[Footnote 1: In the Introduction to his well-known book, "Natural Law in
the Spiritual World."]
Religionists, on the other hand, imagining, however wrongly, that the
erroneous extension was part of the true scientific doctrine, attacked
the whole without discrimination.
While such a misapprehension existed, it was inevitable that writers
anxious alike for the dignity of science and the maintenance of
religion, should step in to point out the error, and effect a
reconciliation of claims which really were never in conflict.

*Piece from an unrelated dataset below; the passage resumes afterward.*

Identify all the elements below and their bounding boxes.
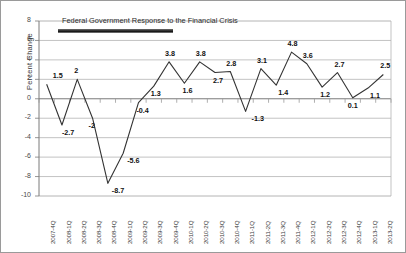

It is hardly the fault of "religionists" that it was at first supposed
that one _could_ not hold the doctrine of evolution without denying a
"special" creation and a designing Providence. It was on this very
natural supposition that the first leading attack--attributed to the
Bishop of Oxford--proceeded. And the writer fell into the equally
natural mistake of taking advantage of the uncompleted and unproved
state of the theory at the time, to attack the theory itself, instead of
keeping to the safer ground, namely, that whatever might ultimately be
the conclusion of evolutionists, it was quite certain that no theory of
evolution that at all coincided with the known facts, offered any ground
for argument against the existence of an Intelligent Lawgiver and First
Cause of all; nor did it tend in the slightest to show that no such
thing as creative design and providence existed in the course of nature.